Michael Maturo - CFO and Treasurer
Total cost invested in asset and our NOI, basically NOI once Fuji moves in.
Eric Deling - Analyst
Okay. In terms of additional buyback, you need additional authorization to get to that, right? Any question of timing from the board?
Scott Rechler - Co-CEO and Director
This is 2003 outlook. We have a little time.
Michael Maturo - CFO and Treasurer
Almost 2 million left on the common. We also have additional room to buy preferred.
Eric Deling - Analyst
Okay. And maximizing land option, could you elaborate on what that means?
Scott Rechler - Co-CEO and Director
Not land options, land portfolio. Turn it over to Gregg, who has been handling that.

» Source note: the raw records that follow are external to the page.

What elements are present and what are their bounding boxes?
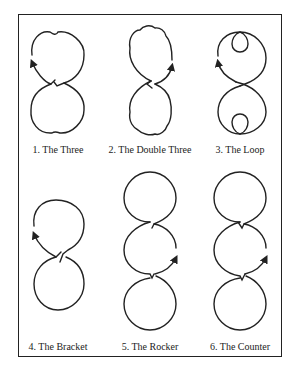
figure-the-three [31,32,84,133]
label-the-rocker: 5. The Rocker [105,341,195,352]
label-the-double-three: 2. The Double Three [105,144,195,155]
figure-the-rocker [124,172,176,330]
label-the-three: 1. The Three [13,144,103,155]
skating-figures-diagram [0,0,294,372]
figure-the-counter [214,172,266,330]
label-the-loop: 3. The Loop [195,144,285,155]
figure-the-loop [218,32,266,134]
figure-the-double-three [130,26,172,135]
figure-the-bracket [34,200,84,310]
label-the-bracket: 4. The Bracket [13,341,103,352]
label-the-counter: 6. The Counter [195,341,285,352]
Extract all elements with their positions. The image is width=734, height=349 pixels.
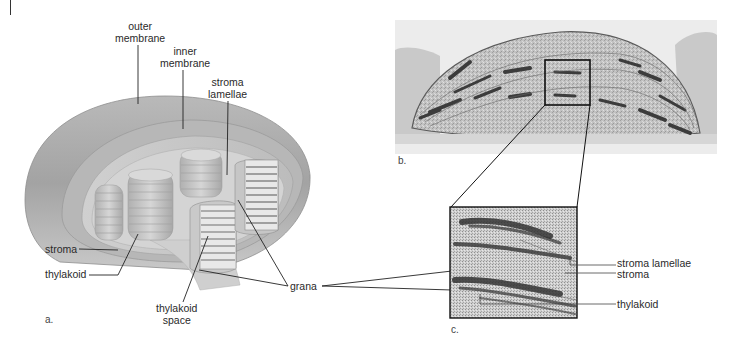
label-inner-membrane: inner membrane [160,45,210,69]
label-outer-membrane: outer membrane [115,20,165,44]
panel-letter-c: c. [451,324,459,335]
label-outer-membrane-line2: membrane [115,32,165,44]
leader-grana-to-c-1 [322,271,452,286]
label-thylakoid: thylakoid [45,268,86,280]
label-c-thylakoid: thylakoid [617,298,658,310]
label-inner-membrane-line1: inner [160,45,210,57]
label-stroma-lamellae-line2: lamellae [208,88,247,100]
label-inner-membrane-line2: membrane [160,57,210,69]
label-outer-membrane-line1: outer [115,20,165,32]
granum-stack-center-left [128,169,173,240]
label-stroma-lamellae-line1: stroma [208,76,247,88]
label-thylakoid-space-line1: thylakoid [156,302,197,314]
granum-cut-front [190,201,236,273]
label-grana: grana [290,280,317,292]
granum-stack-left [95,185,123,240]
panel-a-illustration [0,0,734,349]
label-stroma: stroma [45,243,77,255]
label-thylakoid-space: thylakoid space [156,302,197,326]
leader-grana-to-c-2 [322,286,452,290]
label-c-stroma: stroma [617,268,649,280]
granum-stack-back-center [180,149,222,197]
granum-cut-right [235,160,278,235]
label-stroma-lamellae: stroma lamellae [208,76,247,100]
panel-letter-b: b. [398,155,406,166]
label-thylakoid-space-line2: space [156,314,197,326]
panel-b-micrograph [395,20,717,154]
panel-c-micrograph [450,207,577,318]
panel-letter-a: a. [45,314,53,325]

Gregg Rechler - Co-President and Chief Operating Officer
Hi, it means couple of different things. NOI, we acquired properties that with multiple uses, meaning in Deraldo, we acquired 190 acres, of which 40 acres is in one town for its own profit. There is additional 140 acres that may or may not have higher and better use. What we are doing now is looking at that property and we're coming up with different use. We are talking to potential buyers for those billable terms in the future. That would create good value in doing that. As well as built-to-suites we are talk to different tenants on different properties in our land bank about build-to-suite, as well as potential sales for profit. We are working on that, as well.
Eric Deling - Analyst
Okay. In the Geraldo forums, you increased from 80 to 115 million in terms of the value of the build-out, does that relate to what you are talking about?
Scott Rechler - Co-CEO and Director
No.
Eric Deling - Analyst
Just increased project costs?
Scott Rechler - Co-CEO and Director
Yes. For potential development. Square footage change.
Unidentified
I think it is just increased cost from one.
Eric Deling - Analyst
Okay. Yeah.
Operator
Next question comes from the line of Larry Raiman with Credit Suisse First Boston. Please go ahead.
Larry Raiman - Analyst
The call is getting long. In my head, with the different scenarios you put together, I appreciate that scenario analysis on pay-out ratios. For us and your investors, could you simplify it for me? You have an FFO set of expectations for both this year and next? Could you just very simply lineate what your expectation is for one straight-line rent for next year? Then, two, tenant improvement and leasing costs on expected leasing? Anderson space and expirations that could get me to CAD or FFO number on per share basis for next year.
Scott Rechler - Co-CEO and Director
What was the second part? The leasing cost you have, right? they are up top, top of the schedule. So, put it simple. If you play through this, this takes into account, the CAD number in the bottom are just a function of the leasing cost for suburban, New York City and Long Island industrial based on the amount of square feet expiring, which is roughly 8% in 2003. Our view is that if you are assuming this may be on the conservative side and assuming we will lose occupancy, you may not be releasing all the space that expires. This at least gives you weighting on it. You could just choose one of these five scenarios, as to what the cost would be. That would be in the CAD number based on the all the information you requested straight-line.
Larry Raiman - Analyst
Okay.
Scott Rechler - Co-CEO and Director
So in this instance, the $1.71 to $1.89.
Operator
No additional questions at this time. Please continue.
Scott Rechler - Co-CEO and Director
Thank you very much. I look forward to speaking to you on the quarterly call and year-end call in the beginning of next year. As usual, make ourselves available to provide any further information anyone might need. Thank you for your support. Thank you, operator.